▶ **Dataset content**
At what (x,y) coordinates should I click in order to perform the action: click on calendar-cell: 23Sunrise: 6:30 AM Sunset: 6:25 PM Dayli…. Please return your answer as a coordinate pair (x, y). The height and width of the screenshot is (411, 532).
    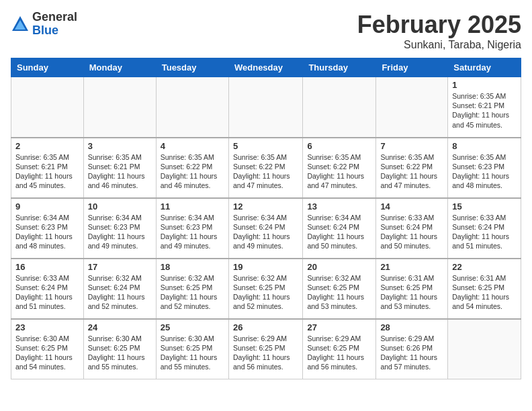
    Looking at the image, I should click on (48, 349).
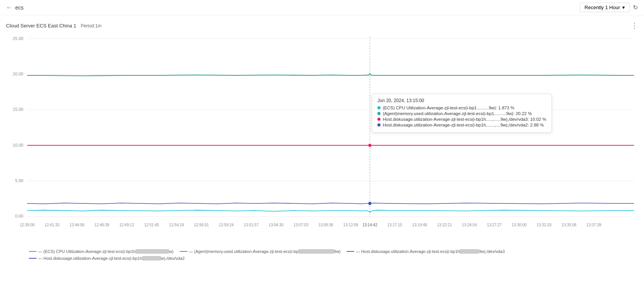  What do you see at coordinates (251, 225) in the screenshot?
I see `svg-text: 13:01:57` at bounding box center [251, 225].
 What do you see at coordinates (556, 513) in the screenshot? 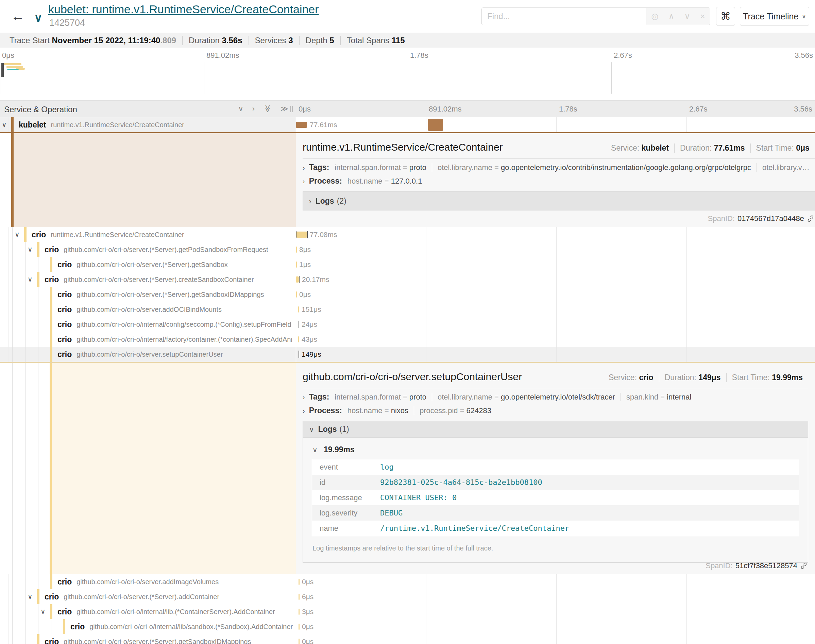
I see `log-field-row: log.severityDEBUG` at bounding box center [556, 513].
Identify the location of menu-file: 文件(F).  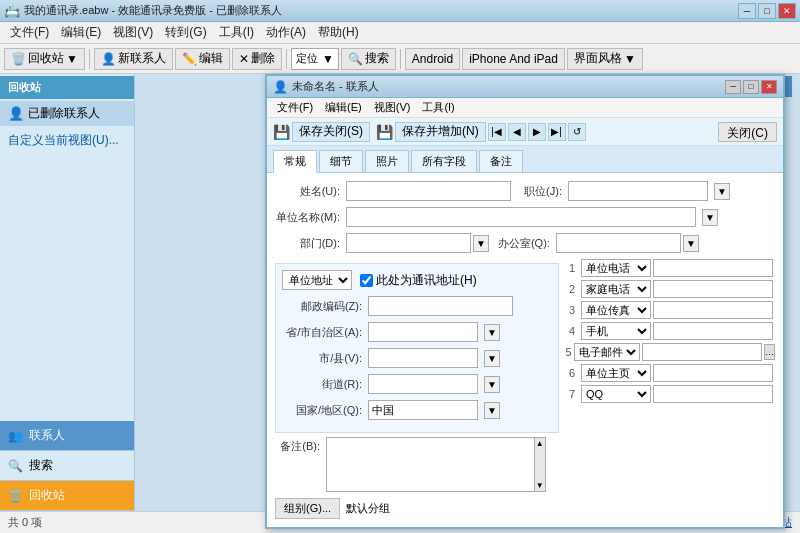
(30, 32).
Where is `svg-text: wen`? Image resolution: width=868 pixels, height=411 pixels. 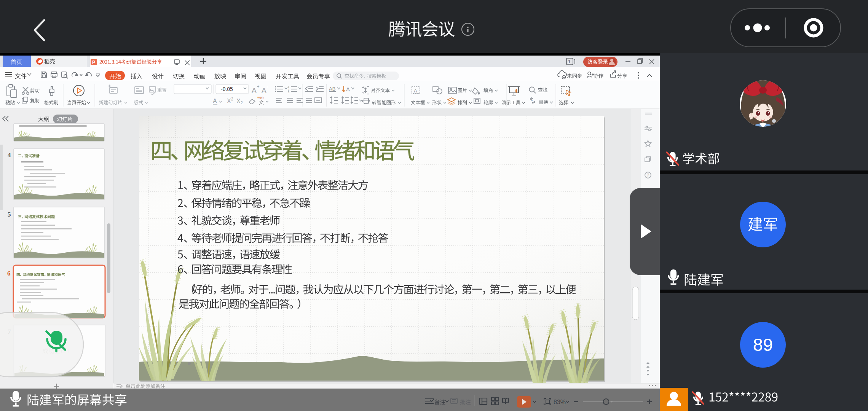 svg-text: wen is located at coordinates (260, 97).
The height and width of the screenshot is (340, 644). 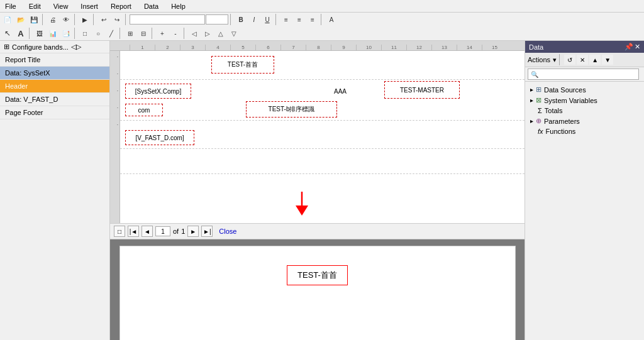 I want to click on menu-data: Data, so click(x=151, y=6).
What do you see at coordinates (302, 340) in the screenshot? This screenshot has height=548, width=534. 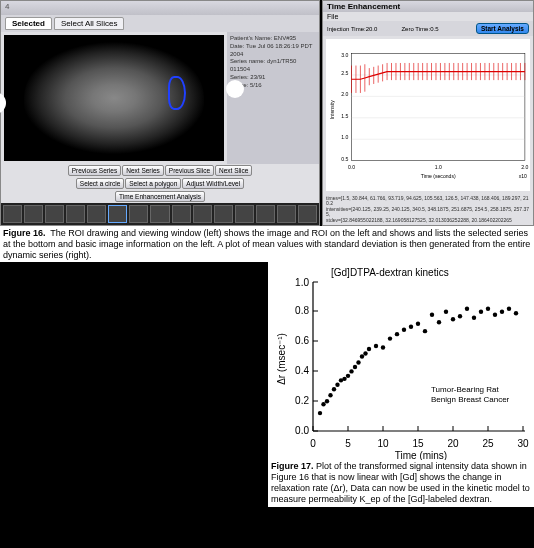 I see `svg-text: 0.6` at bounding box center [302, 340].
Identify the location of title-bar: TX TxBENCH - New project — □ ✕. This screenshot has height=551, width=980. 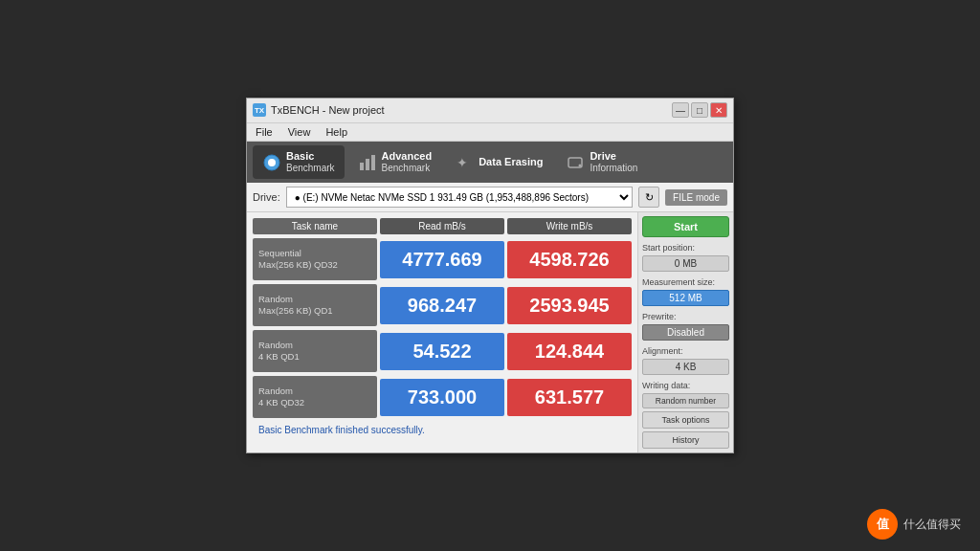
(490, 111).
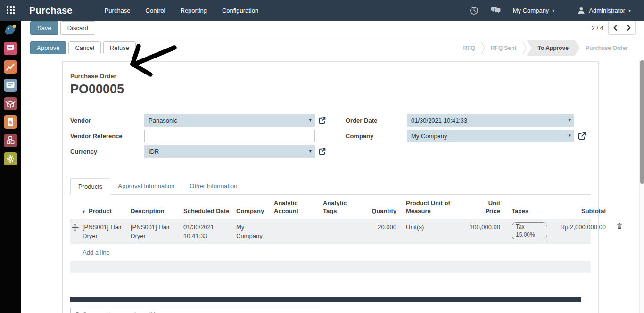 Image resolution: width=644 pixels, height=313 pixels. Describe the element at coordinates (330, 267) in the screenshot. I see `empty-line-strip` at that location.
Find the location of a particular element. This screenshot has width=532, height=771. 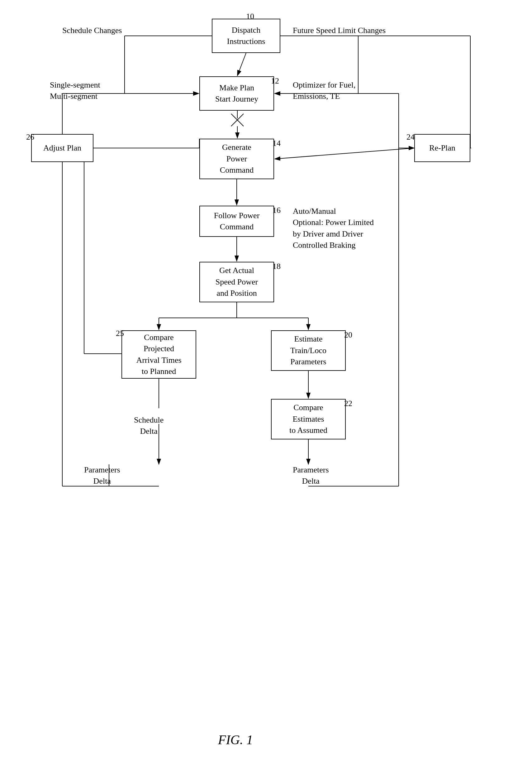

node-22-num: 22 is located at coordinates (348, 404).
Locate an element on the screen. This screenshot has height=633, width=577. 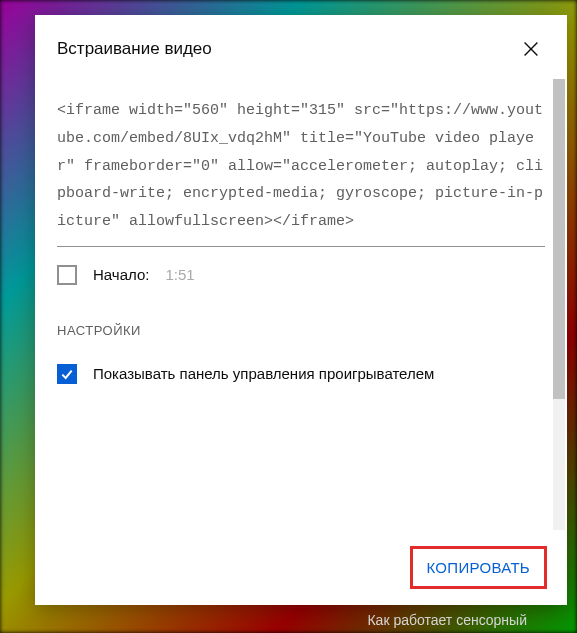
settings-heading: НАСТРОЙКИ is located at coordinates (301, 330).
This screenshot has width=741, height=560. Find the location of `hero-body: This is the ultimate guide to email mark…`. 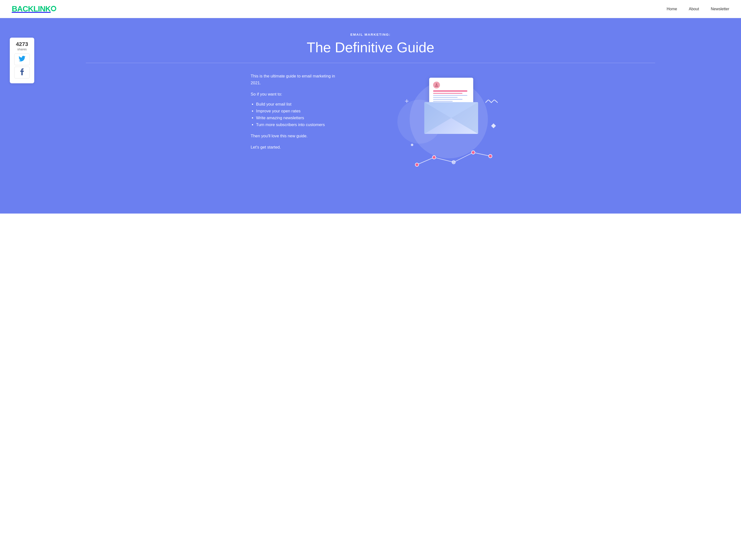

hero-body: This is the ultimate guide to email mark… is located at coordinates (370, 124).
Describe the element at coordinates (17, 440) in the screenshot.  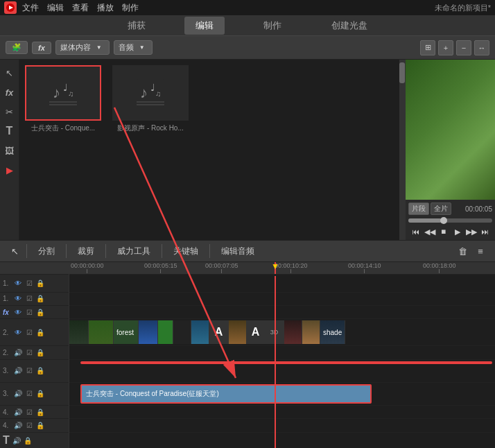
I see `track-spk-t: 🔊` at that location.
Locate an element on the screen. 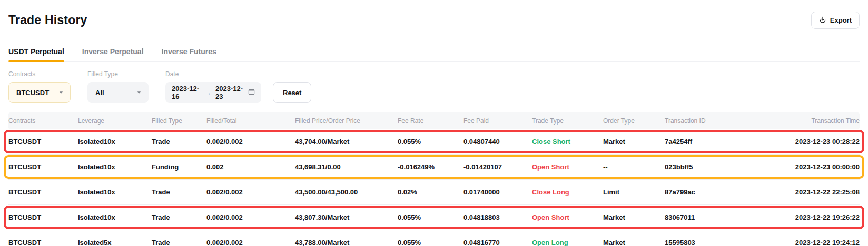 This screenshot has height=246, width=868. download-icon is located at coordinates (823, 20).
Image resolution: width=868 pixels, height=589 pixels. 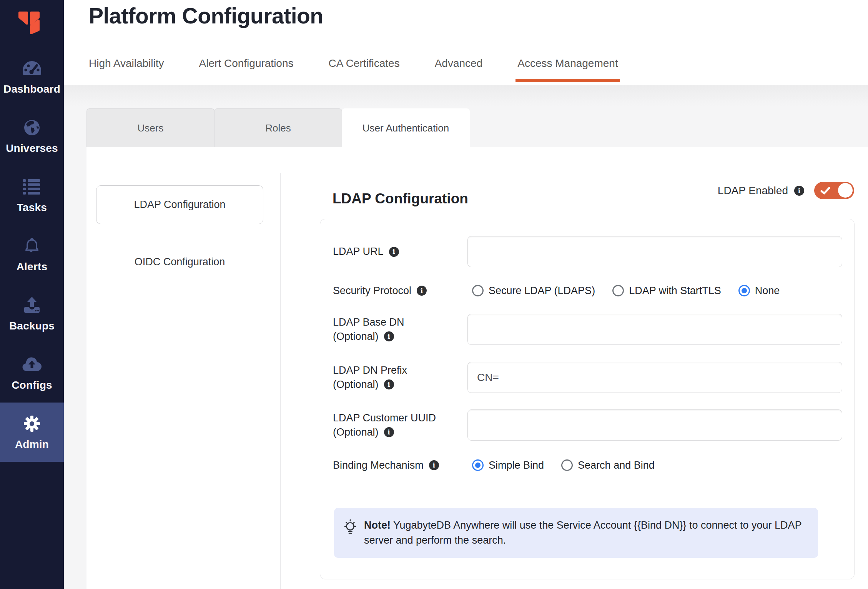 What do you see at coordinates (655, 378) in the screenshot?
I see `ldap-dn-prefix-input` at bounding box center [655, 378].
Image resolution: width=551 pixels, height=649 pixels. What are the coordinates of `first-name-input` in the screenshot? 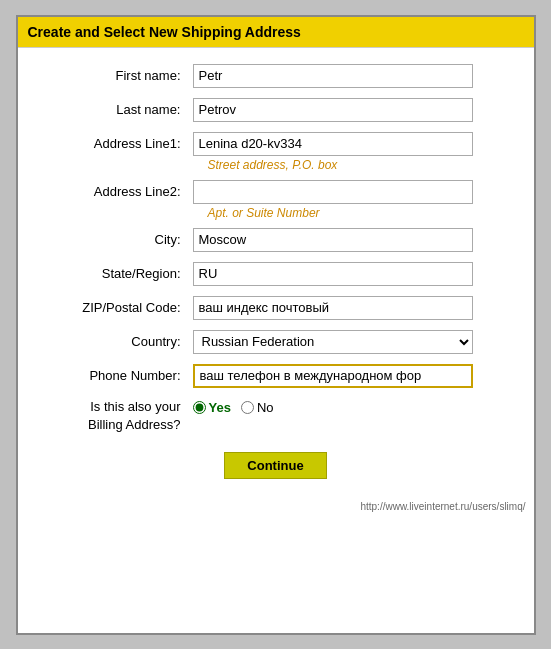 It's located at (333, 76).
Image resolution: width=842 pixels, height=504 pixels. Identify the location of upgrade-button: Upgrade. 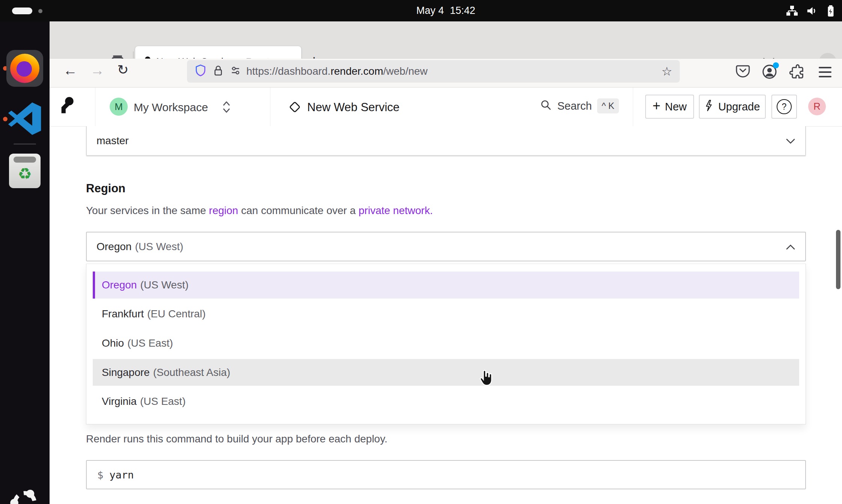
(732, 107).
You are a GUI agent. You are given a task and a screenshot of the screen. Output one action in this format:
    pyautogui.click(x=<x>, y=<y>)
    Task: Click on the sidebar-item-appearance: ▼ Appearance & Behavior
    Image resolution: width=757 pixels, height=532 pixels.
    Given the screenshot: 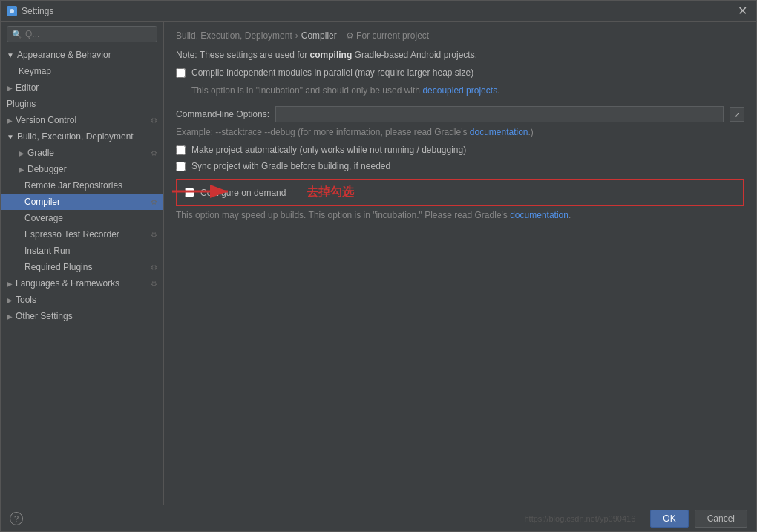 What is the action you would take?
    pyautogui.click(x=82, y=55)
    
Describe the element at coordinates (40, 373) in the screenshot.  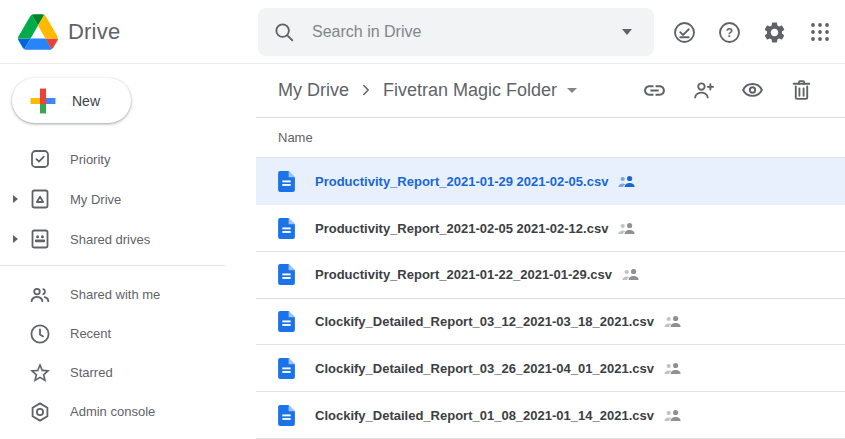
I see `starred-icon` at that location.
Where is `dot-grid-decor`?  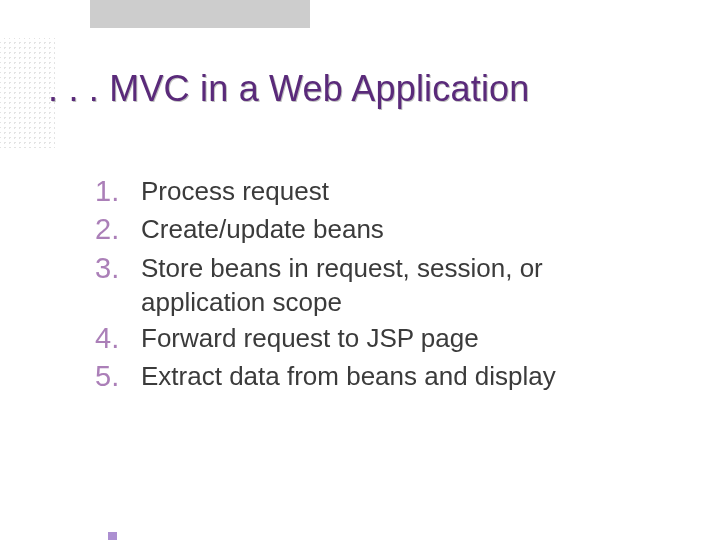 dot-grid-decor is located at coordinates (28, 93).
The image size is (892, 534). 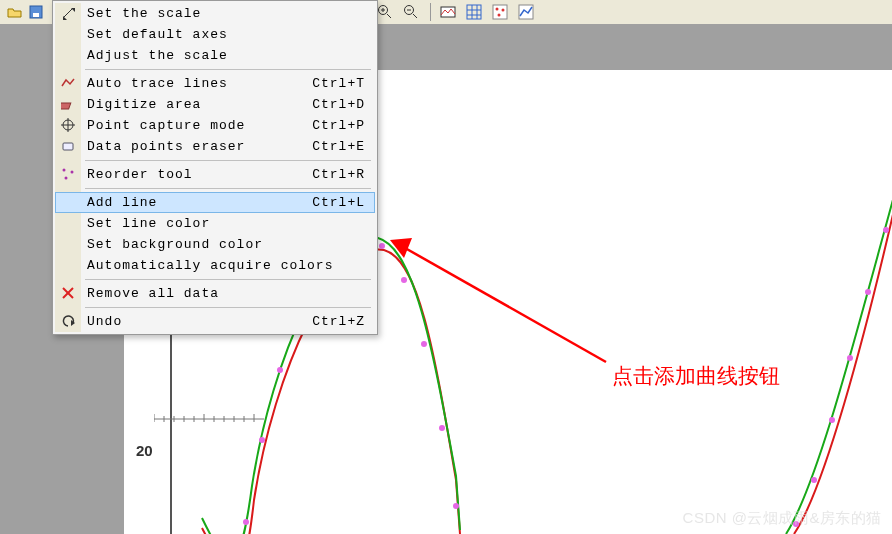 I want to click on menu-item-remove-all-data: Remove all data, so click(x=215, y=294).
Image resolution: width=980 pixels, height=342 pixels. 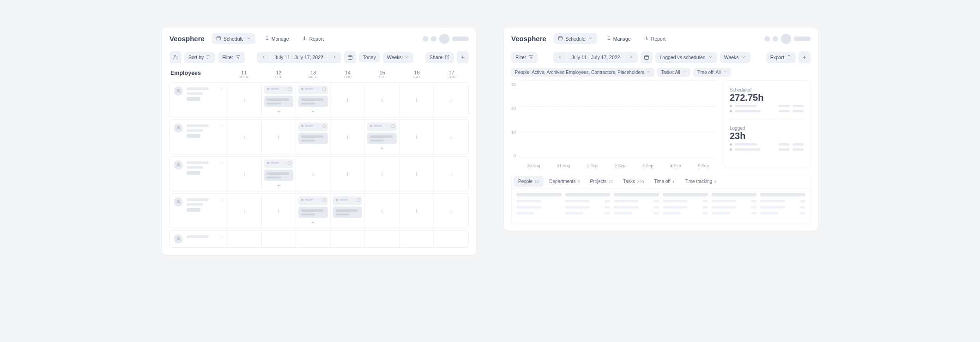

▶ **What the exercise asks**
Start with the line above that contains "You are a GUI" and end with the line that contains "Task: Click on". Write out those lines exactly, and only those.

▶ **Answer to the exercise**
You are a GUI agent. You are given a task and a screenshot of the screen. Output one action in this format:
    pyautogui.click(x=<x>, y=<y>)
    Task: Click on the sidebar-item-appearance: ▼ Appearance & Behavior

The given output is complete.